### Records shown

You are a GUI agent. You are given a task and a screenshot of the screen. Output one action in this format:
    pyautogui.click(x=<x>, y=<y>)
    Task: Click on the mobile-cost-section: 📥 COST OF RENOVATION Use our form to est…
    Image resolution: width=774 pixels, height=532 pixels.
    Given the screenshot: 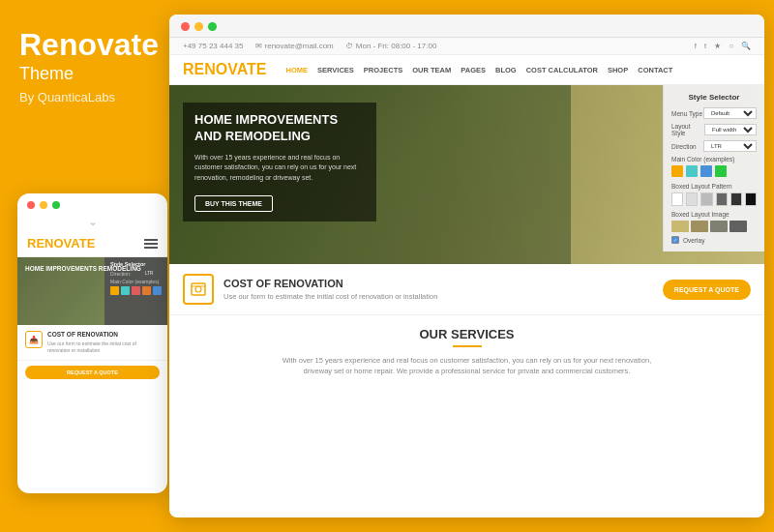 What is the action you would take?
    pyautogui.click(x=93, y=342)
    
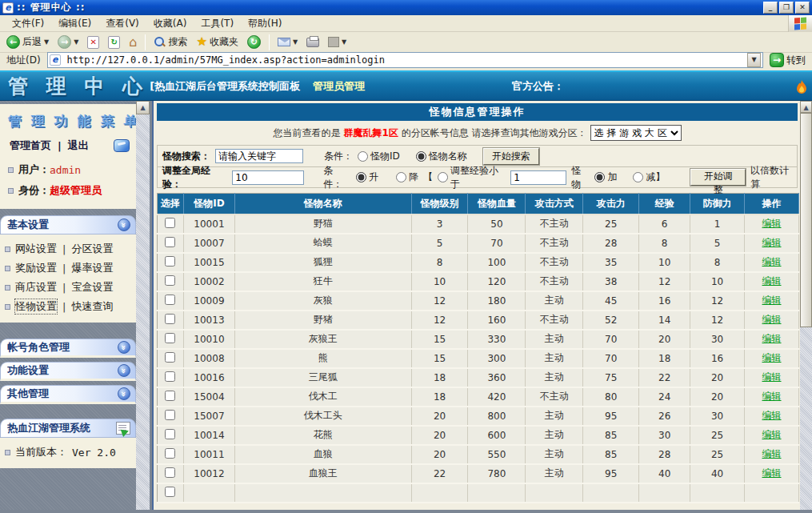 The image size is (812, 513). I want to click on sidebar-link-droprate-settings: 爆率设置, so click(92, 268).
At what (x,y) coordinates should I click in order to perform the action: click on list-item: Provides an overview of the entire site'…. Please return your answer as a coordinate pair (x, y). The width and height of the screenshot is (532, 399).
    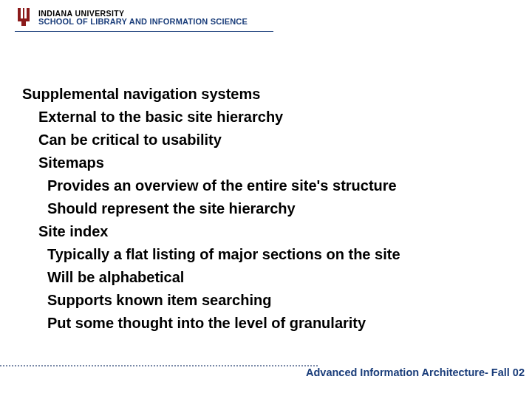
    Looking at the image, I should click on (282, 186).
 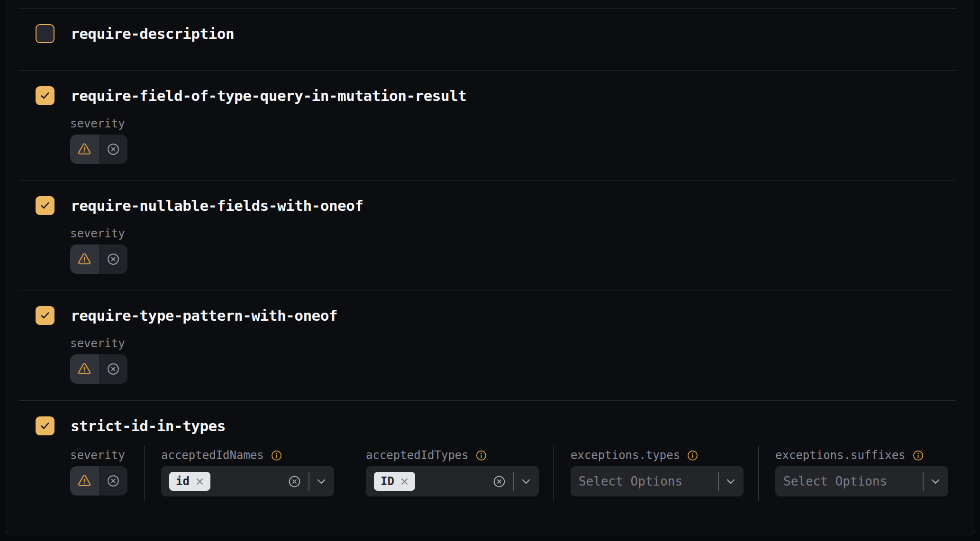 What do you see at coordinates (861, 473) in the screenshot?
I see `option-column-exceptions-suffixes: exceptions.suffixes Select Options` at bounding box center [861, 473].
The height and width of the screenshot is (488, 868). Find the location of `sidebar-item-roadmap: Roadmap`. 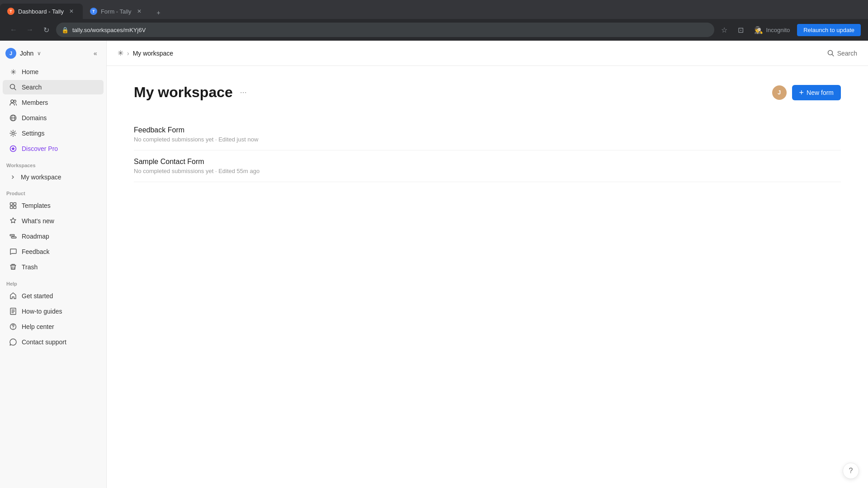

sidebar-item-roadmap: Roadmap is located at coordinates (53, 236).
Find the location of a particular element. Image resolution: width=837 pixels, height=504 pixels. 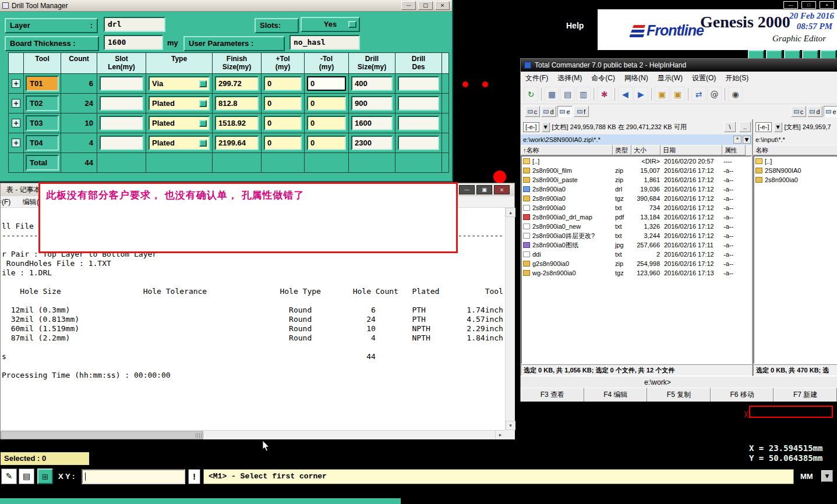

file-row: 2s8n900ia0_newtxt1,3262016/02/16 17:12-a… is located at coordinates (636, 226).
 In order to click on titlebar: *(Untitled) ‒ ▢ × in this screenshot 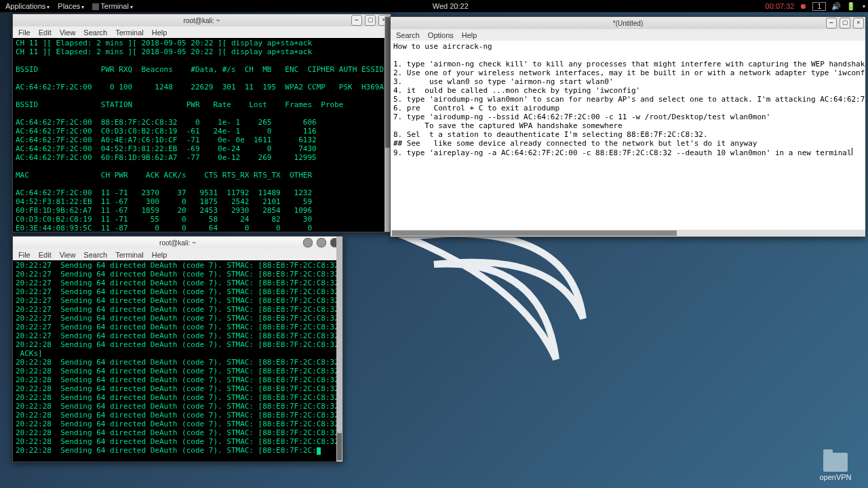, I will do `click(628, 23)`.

### What needs to be done
All that belongs in the answer is the lines from the start of the entries above through the line containing "Image resolution: width=774", each given exactly.

### Task result
You are a GUI agent. You are given a task and a screenshot of the screen. Output one action in this format:
    pyautogui.click(x=<x>, y=<y>)
    Task: Click on the mobile-cost-section: 📥 COST OF RENOVATION Use our form to est…
    Image resolution: width=774 pixels, height=532 pixels.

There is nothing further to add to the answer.